This is arguably the most famous fossil in the world. It is
also arguably the fossil that has started the most
arguments in the world.
Originally touted as evidence of dinosaur to bird evolution, Sir Frederick
Hoyle, Chandra Wickramasigne and others suggested it was a
forgery. Some are still convinced
it is, others never were. Regardless, it is an intriguing fossil to
study.
One of the more common evolutionary beliefs today is that birds evolved
from dinosaurs. It was suggested that because Archaeopteryx had teeth
in its beak, claws on its wings, and feathers that it was an obvious "half
bird / half dinosaur".
There are several problems with that thinking: there are modern birds
which have teeth in their beaks and some that have claws on their wings -
nothing out of the ordinary there. Furthermore, two fossil birds which
we find today were found in rocks supposedly
older than Archaeopteryx. If birds
had evolved, they must have evolved
before
Archaeopteryx, therefore Archaeopteryx is not the dino to bird intermediate.
Archaeopteryx is nothing more than an extinct bird - but it still has much
to reveal. Notice the head is arched back as far as it can go?
This is quite common in the fossil record - it is the death throe, the final
gasp as the creature desperately tried to get air. Archaeopteryx, like
so many other animals and birds captured suddenly in the fossil record, was
apparently buried alive - it died of asphyxiation. Although the size
of a small chicken, it has been compressed to the thickness of a chicken
burger - less than 2 centimeters thick! It was obviously compressed
to this thickness before it had become petrified (fossilized), not long
after it had been buried.
This fossil bird, like so many other fossilized animals, is a mute testament
to their rapid burial during the global flood of Noah's day.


Exercise description
Report back every line below that carries the word "horizontal".

##### Listed records #####

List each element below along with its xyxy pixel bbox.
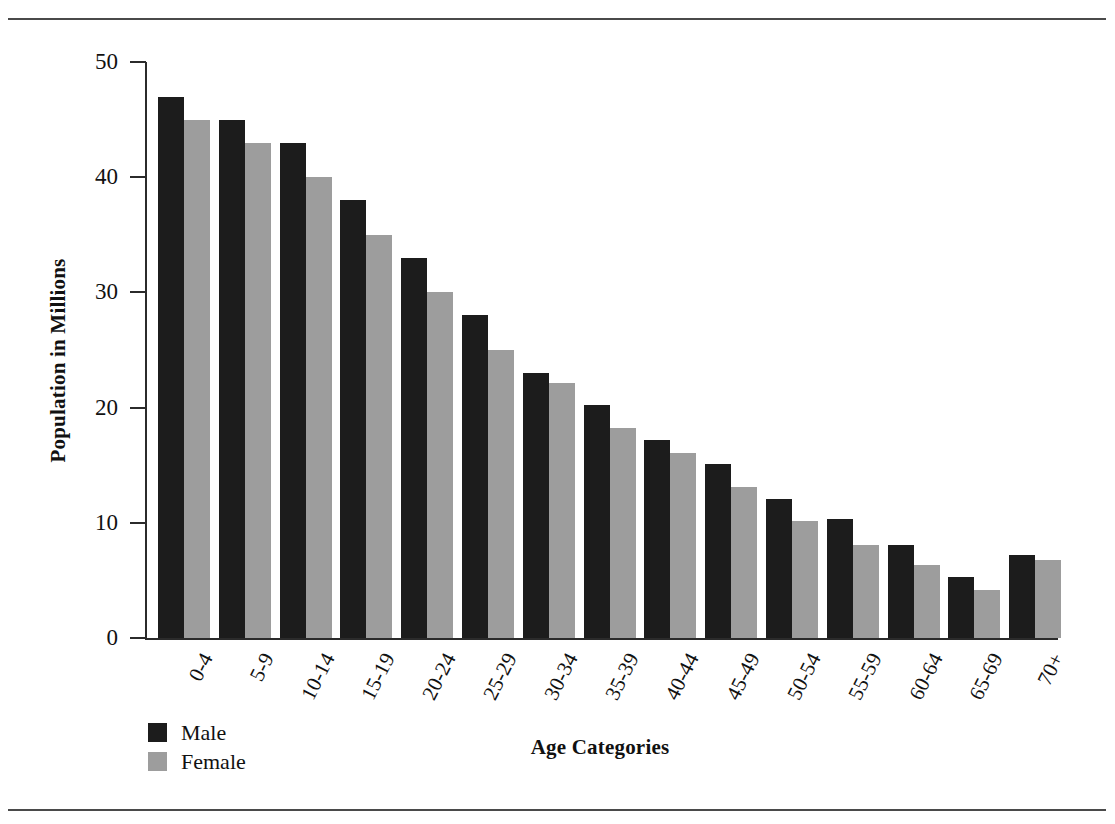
bar-male-35-39 [584, 405, 610, 638]
bar-female-5-9 [245, 143, 271, 638]
bar-female-10-14 [306, 177, 332, 638]
y-axis-tick-label: 10 [38, 511, 118, 534]
x-axis-tick-label: 50-54 [752, 650, 825, 766]
bar-male-10-14 [280, 143, 306, 638]
bar-male-60-64 [888, 545, 914, 638]
bottom-horizontal-rule [8, 809, 1106, 811]
bar-female-55-59 [853, 545, 879, 638]
bar-male-40-44 [644, 440, 670, 638]
bar-female-15-19 [366, 235, 392, 638]
top-horizontal-rule [8, 18, 1106, 20]
y-axis-tick-label: 20 [38, 396, 118, 419]
bar-male-20-24 [401, 258, 427, 638]
y-axis-tick-label: 0 [38, 626, 118, 649]
legend-label-female: Female [181, 751, 246, 773]
legend-item-female: Female [148, 747, 246, 776]
y-axis-tick-label: 40 [38, 165, 118, 188]
y-axis-tick [130, 637, 146, 639]
y-axis-tick-label: 30 [38, 280, 118, 303]
bar-male-25-29 [462, 315, 488, 638]
bar-female-0-4 [184, 120, 210, 638]
bars-layer [146, 62, 1058, 638]
bar-male-0-4 [158, 97, 184, 638]
x-axis-tick-label: 65-69 [934, 650, 1007, 766]
x-axis-tick-label: 60-64 [873, 650, 946, 766]
bar-male-65-69 [948, 577, 974, 638]
x-axis-tick-label: 15-19 [326, 650, 399, 766]
bar-male-30-34 [523, 373, 549, 638]
x-axis-tick-label: 55-59 [812, 650, 885, 766]
bar-male-5-9 [219, 120, 245, 638]
plot-area [146, 62, 1058, 638]
y-axis-tick [130, 176, 146, 178]
bar-female-60-64 [914, 565, 940, 638]
bar-female-65-69 [974, 590, 1000, 638]
bar-male-55-59 [827, 519, 853, 638]
legend-label-male: Male [181, 722, 226, 744]
bar-female-25-29 [488, 350, 514, 638]
legend-swatch-female-icon [148, 752, 167, 771]
population-bar-chart-figure: Population in Millions Age Categories 01… [0, 0, 1115, 824]
bar-female-30-34 [549, 383, 575, 638]
legend-swatch-male-icon [148, 723, 167, 742]
bar-female-50-54 [792, 521, 818, 639]
bar-female-45-49 [731, 487, 757, 638]
y-axis-tick [130, 407, 146, 409]
bar-male-70+ [1009, 555, 1035, 638]
x-axis-tick-label: 10-14 [265, 650, 338, 766]
y-axis-tick [130, 61, 146, 63]
x-axis-line [145, 638, 1058, 640]
y-axis-tick [130, 291, 146, 293]
y-axis-tick-label: 50 [38, 50, 118, 73]
x-axis-tick-label: 70+ [995, 650, 1068, 766]
y-axis-tick [130, 522, 146, 524]
bar-female-20-24 [427, 292, 453, 638]
chart-legend: Male Female [148, 718, 246, 776]
bar-female-40-44 [670, 453, 696, 638]
bar-female-35-39 [610, 428, 636, 638]
legend-item-male: Male [148, 718, 246, 747]
bar-male-15-19 [340, 200, 366, 638]
bar-male-45-49 [705, 464, 731, 638]
bar-male-50-54 [766, 499, 792, 638]
bar-female-70+ [1035, 560, 1061, 638]
y-axis-title: Population in Millions [46, 211, 71, 511]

#####

Exercise answer
bottom-horizontal-rule [8, 809, 1106, 811]
top-horizontal-rule [8, 18, 1106, 20]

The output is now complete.